The best model we have of such an organization is a religion. Business organizations such as the Hudson’s Bay Company have occasionally lasted hundreds of years but more by accident than by design. Universities have lasted hundreds of years, although often with government support and vague missions. A few foundations have lasted for a long period of time but often with big mission changes.
Many religions, however, have maintained themselves more or less intact for over a thousand years. Even in the modern age, new religions appear to be quite capable of forming and maintaining themselves for long periods of time. Mormonism has been on-going for nearly two centuries, the Unification Church and Scientology (n.b. started by a science-fiction writer) have been on-going for over half a century. A religion with a million or so adherents can easily last for hundreds of years while generating substantial revenues and while maintaining focus.
Humanity was born of the stars, our very atoms forged in the heart of a million suns. It is in the stars that we lost travelers will find our true home and our true destiny. The twinkling lights of the yawning sky gently call to us each night to return to the place of our birth. We must answer that call. Star-children, return to home.
(See what I mean?

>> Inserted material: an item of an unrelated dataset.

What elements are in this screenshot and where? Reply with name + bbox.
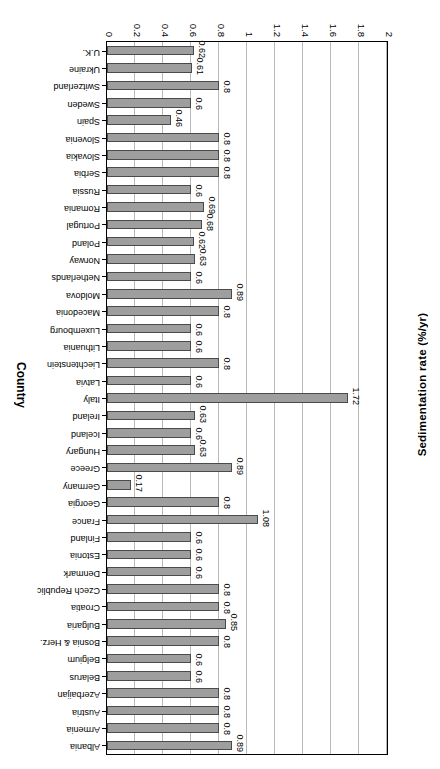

This could work. )
Hat tip: Daniel Kuehn.
What I’ve been reading
Science-Mart: Privatizing American Science, by Philip Mirowski.
Electric Roads
Here is an interesting idea.
…what if the energy storage burden was shifted from our overworked cars to the road?

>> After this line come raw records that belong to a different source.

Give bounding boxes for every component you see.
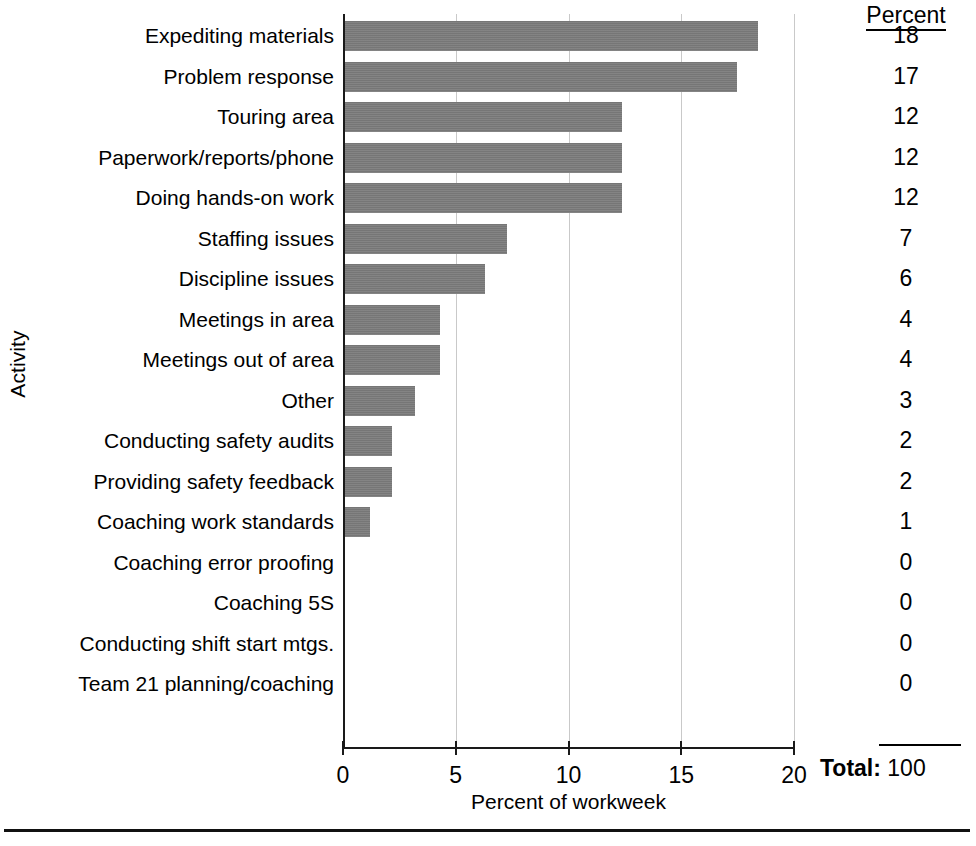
category-label: Paperwork/reports/phone — [0, 147, 334, 168]
gridline-15 — [681, 14, 682, 747]
category-label: Coaching work standards — [0, 511, 334, 532]
percent-value: 17 — [846, 65, 966, 88]
category-label: Conducting safety audits — [0, 430, 334, 451]
bar — [345, 62, 737, 92]
percent-value: 2 — [846, 429, 966, 452]
category-label: Providing safety feedback — [0, 471, 334, 492]
x-tick-label-5: 5 — [426, 762, 486, 789]
bar — [345, 183, 622, 213]
category-label: Touring area — [0, 106, 334, 127]
percent-value: 4 — [846, 348, 966, 371]
bar — [345, 102, 622, 132]
percent-value: 12 — [846, 146, 966, 169]
bar-chart-figure: Activity Percent 05101520 Total: 100 Per… — [0, 0, 976, 846]
total-row: Total: 100 — [820, 755, 970, 782]
category-label: Doing hands-on work — [0, 187, 334, 208]
bar — [345, 467, 392, 497]
percent-value: 1 — [846, 510, 966, 533]
bar — [345, 264, 485, 294]
percent-value: 0 — [846, 551, 966, 574]
total-label: Total: — [820, 755, 881, 781]
footer-rule — [4, 829, 970, 832]
bar — [345, 507, 370, 537]
percent-value: 2 — [846, 470, 966, 493]
category-label: Meetings out of area — [0, 349, 334, 370]
category-label: Coaching error proofing — [0, 552, 334, 573]
plot-area: 05101520 — [343, 14, 794, 747]
bar — [345, 224, 507, 254]
percent-value: 18 — [846, 24, 966, 47]
total-value: 100 — [887, 755, 925, 781]
x-tick-label-15: 15 — [651, 762, 711, 789]
bar — [345, 143, 622, 173]
percent-value: 0 — [846, 591, 966, 614]
category-label: Team 21 planning/coaching — [0, 673, 334, 694]
bar — [345, 386, 415, 416]
percent-value: 7 — [846, 227, 966, 250]
percent-value: 0 — [846, 632, 966, 655]
bar — [345, 345, 440, 375]
category-label: Problem response — [0, 66, 334, 87]
percent-value: 0 — [846, 672, 966, 695]
percent-value: 12 — [846, 186, 966, 209]
x-tick-label-0: 0 — [313, 762, 373, 789]
bar — [345, 305, 440, 335]
x-axis-title: Percent of workweek — [343, 790, 794, 814]
x-tick-0 — [342, 741, 344, 755]
x-tick-20 — [793, 741, 795, 755]
bar — [345, 21, 758, 51]
category-label: Meetings in area — [0, 309, 334, 330]
category-label: Staffing issues — [0, 228, 334, 249]
bar — [345, 426, 392, 456]
x-tick-15 — [680, 741, 682, 755]
gridline-20 — [794, 14, 795, 747]
percent-value: 6 — [846, 267, 966, 290]
category-label: Conducting shift start mtgs. — [0, 633, 334, 654]
x-tick-5 — [455, 741, 457, 755]
category-label: Coaching 5S — [0, 592, 334, 613]
total-separator-rule — [879, 744, 961, 746]
category-label: Discipline issues — [0, 268, 334, 289]
percent-value: 3 — [846, 389, 966, 412]
x-tick-10 — [568, 741, 570, 755]
category-label: Expediting materials — [0, 25, 334, 46]
percent-value: 12 — [846, 105, 966, 128]
x-tick-label-10: 10 — [539, 762, 599, 789]
category-label: Other — [0, 390, 334, 411]
x-tick-label-20: 20 — [764, 762, 824, 789]
percent-value: 4 — [846, 308, 966, 331]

…Electric vehicles, or EVs, could pick up small amounts of electricity as they drive over charging pads buried under the asphalt and connected to the electrical grid. Researchers say that a continuously available power supply would allow EVs to cut battery size as much as 80 percent, drastically reducing vehicle cost.
“Basically you get power directly from the grid to the motors as the car moves,” said Hunter Wu, a Utah State researcher who was recruited from The University of Auckland in New Zealand, where the technology was pioneered, to further develop the concept. “You can travel from the West Coast to the East Coast continuously without charging.”…
Natural Gas

The graph is from Peter Tertzakian who notes:
To put this in perspective, 1,000 Tcf of natural gas contains the equivalent energy to 166 billion barrels of oil – a staggering amount considering that the discovery of 10 billion barrels of conventional oil these days is a rare occurrence, worthy of many headlines…
Estimates of recoverable shale gas have doubled in just the past year and shale gas is only part of the supply with the total being 2,552 trillion cubic feet (Tcf) of potential natural gas resources in the U.S. alone. Per unit of electricity, burning natural gas results in significantly fewer carbon dioxide emissions than coal. It is possible, however, that fracking may leak more methane to the atmosphere so the net climate benefit is unclear, at least given current methods of development.
Hat tip: Paul Kedrosky.
…Electric vehicles, or EVs, could pick up small amounts of electricity as they drive over charging pads buried under the asphalt and connected to the electrical grid. Researchers say that a continuously available power supply would allow EVs to cut battery size as much as 80 percent, drastically reducing vehicle cost.